The privately funded 15,000-seat venue is a partnership between the Big 12 institution, concert promoters Live Nation and Austin-based C3 Presents, and facility developer Oak View Group, which owns Pollstar and VenuesNow.
“The University of Texas is one of the most important and largest universities in the world. Our partnership with President Fenves, Athletic Director Del Conte and the entire university is a new vision and a new standard on a private-public partnership that will create a world-class venue for the Longhorns and for Austin,” Tim Leiweke, CEO of Oak View Group, said in a statement. “This partnership has brought together one of the most recognized universities and brands, the Longhorns, with the world’s leader in content, Live Nation, and the world’s largest developer of new arenas, OVG, with Matthew McConaughey. Those partners will create one of the greatest arenas in the world and become the heart and soul for the campus and Austin.”

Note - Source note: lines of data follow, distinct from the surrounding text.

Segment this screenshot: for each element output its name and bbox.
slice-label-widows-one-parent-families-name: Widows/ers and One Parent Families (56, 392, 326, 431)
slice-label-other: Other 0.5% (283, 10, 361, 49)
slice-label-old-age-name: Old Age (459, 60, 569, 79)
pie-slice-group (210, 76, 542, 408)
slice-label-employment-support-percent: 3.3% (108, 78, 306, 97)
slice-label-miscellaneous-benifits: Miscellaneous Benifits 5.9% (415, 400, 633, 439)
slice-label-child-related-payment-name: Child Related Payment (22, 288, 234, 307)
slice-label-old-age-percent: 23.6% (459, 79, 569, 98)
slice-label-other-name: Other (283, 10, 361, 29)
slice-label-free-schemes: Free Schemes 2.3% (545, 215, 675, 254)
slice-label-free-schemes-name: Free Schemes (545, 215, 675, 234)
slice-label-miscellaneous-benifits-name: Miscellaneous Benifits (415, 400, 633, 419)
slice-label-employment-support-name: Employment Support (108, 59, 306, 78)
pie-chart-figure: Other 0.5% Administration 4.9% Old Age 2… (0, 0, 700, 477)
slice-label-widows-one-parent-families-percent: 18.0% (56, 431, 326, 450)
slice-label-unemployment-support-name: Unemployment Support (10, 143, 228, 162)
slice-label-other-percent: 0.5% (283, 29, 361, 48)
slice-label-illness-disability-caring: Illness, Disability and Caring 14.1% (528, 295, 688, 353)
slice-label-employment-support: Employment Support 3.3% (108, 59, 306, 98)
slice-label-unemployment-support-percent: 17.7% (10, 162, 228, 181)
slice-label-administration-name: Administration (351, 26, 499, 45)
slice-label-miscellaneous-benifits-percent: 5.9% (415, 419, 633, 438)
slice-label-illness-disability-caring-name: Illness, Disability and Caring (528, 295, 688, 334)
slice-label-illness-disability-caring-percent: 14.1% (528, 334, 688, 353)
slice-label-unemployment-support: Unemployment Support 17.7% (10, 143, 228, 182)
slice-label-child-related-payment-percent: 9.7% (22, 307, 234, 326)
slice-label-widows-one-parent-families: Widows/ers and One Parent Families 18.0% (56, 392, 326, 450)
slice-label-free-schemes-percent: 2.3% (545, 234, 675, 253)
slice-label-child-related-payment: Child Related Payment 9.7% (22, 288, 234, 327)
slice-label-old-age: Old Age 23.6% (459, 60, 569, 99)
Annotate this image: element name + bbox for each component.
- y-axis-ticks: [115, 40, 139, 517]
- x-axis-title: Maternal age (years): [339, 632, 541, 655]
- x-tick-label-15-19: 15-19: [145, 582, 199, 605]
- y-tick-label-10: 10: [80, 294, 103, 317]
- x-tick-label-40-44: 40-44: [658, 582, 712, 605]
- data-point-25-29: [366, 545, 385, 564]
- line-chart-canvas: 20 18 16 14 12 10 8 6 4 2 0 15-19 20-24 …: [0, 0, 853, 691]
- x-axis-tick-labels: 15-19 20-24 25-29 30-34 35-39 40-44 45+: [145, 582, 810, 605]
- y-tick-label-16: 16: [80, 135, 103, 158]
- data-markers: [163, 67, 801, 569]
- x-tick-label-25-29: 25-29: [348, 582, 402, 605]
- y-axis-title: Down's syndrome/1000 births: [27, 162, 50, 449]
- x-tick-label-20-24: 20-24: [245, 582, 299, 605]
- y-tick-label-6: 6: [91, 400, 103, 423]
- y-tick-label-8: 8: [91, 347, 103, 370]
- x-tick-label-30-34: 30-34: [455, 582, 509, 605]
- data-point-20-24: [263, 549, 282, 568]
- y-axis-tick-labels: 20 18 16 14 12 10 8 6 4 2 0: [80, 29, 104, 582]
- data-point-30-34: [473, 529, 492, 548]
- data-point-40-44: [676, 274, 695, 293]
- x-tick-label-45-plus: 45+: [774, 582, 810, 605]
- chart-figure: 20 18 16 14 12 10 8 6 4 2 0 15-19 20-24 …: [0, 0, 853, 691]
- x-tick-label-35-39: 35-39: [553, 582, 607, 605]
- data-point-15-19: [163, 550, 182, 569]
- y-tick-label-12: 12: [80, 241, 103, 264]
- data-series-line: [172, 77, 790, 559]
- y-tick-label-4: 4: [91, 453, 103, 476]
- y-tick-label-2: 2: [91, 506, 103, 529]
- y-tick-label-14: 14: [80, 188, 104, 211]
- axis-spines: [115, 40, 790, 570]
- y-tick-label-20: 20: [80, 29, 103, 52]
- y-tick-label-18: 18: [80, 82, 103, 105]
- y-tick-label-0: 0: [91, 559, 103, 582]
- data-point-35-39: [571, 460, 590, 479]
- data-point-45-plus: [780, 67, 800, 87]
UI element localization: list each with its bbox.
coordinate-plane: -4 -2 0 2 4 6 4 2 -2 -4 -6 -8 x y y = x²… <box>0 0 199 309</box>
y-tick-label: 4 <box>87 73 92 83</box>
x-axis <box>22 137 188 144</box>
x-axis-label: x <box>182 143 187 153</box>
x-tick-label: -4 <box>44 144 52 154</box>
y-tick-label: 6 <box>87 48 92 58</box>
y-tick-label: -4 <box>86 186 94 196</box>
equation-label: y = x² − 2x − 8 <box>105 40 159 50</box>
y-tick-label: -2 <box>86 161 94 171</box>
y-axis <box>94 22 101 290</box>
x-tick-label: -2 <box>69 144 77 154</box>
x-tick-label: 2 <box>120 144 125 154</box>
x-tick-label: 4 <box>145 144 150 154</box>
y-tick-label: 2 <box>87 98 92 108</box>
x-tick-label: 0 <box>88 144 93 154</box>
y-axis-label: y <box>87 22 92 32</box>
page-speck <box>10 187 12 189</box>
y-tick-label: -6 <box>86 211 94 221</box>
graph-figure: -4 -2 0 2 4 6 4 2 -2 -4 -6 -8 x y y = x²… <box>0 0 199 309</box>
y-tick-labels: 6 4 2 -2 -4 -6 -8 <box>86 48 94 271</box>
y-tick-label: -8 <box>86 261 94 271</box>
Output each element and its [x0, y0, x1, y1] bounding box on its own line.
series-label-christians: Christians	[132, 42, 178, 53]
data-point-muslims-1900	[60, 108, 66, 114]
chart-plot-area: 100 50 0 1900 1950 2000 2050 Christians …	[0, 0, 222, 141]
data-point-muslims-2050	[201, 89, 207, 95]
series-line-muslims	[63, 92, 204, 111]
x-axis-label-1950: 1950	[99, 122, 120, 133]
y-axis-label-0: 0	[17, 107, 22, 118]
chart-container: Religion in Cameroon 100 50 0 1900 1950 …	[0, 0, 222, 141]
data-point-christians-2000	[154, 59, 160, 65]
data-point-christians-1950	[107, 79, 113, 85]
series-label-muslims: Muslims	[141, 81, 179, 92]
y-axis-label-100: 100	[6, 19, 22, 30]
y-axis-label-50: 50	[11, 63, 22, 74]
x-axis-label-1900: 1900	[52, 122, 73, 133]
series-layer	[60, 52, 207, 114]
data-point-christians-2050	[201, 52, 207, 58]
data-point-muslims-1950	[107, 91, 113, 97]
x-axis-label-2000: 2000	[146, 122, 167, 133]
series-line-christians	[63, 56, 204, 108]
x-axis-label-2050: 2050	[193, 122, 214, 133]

In addition, actor and Texas alum Matthew McConaughey is serving as a project consultant. His title is “minister of culture” with input on facility design to help create a strong connection between the university and the city of Austin.
“As a proud alumnus and professor at UT, I’m honored, now as Minister of Culture, to convey what a special place the university and the city of Austin are through the design and hospitality of the new Moody Center,” McConaughey said in a statement. “It should be the first place the biggest bands in the world want to play, but the last place a visiting basketball team wants to play.”
Gensler, an international architecture firm, is designing Moody Center and AECOM Hunt is building it. For Gensler, it’s the second sports venue the firm is designing in town, behind a new MLS stadium for FC Austin.
CAA Icon is the owner’s representative. Moody Center is set to open in early 2022, according to project officials. It replaces Frank Erwin Center, Texas’ 42-year-old arena.
The new facility is the future home of Texas men’s and women’s basketball, plus concerts, graduations and other community events.
Early in the development, officials are planning 44 suites, 50 loge boxes and more than 2,000 club seats tied to four lounges in the building, said Ryan Coyle, OVG’s vice president of premium sales. OVG will have a sales team working at a preview center in downtown Austin, including director of sales Matt Franz. Coyle and Franz both worked at Little Caesars Arena in Detroit.
The arena’s capacity has decreased from the initial estimate of 17,000 seats, due to a “more thoughtful and expansive approach to premium offerings,” said Francesca Bodie, OVG’s president of business development.
In November, the University of Texas announced the arena’s naming rights were acquired for $130 million by the Moody Foundation, the largest philanthropic group in the state of Texas. Elsewhere on campus, Moody has its name on the school’s Moody College of Communication.
Moody Center is the second college basketball arena in Texas with naming rights tied to the Moody family and its philanthropic interests. In Dallas, SMU’s Moody Coliseum is named for William Lewis Moody Jr., a banker who set up the Moody Foundation in 1942. Moody died in 1954.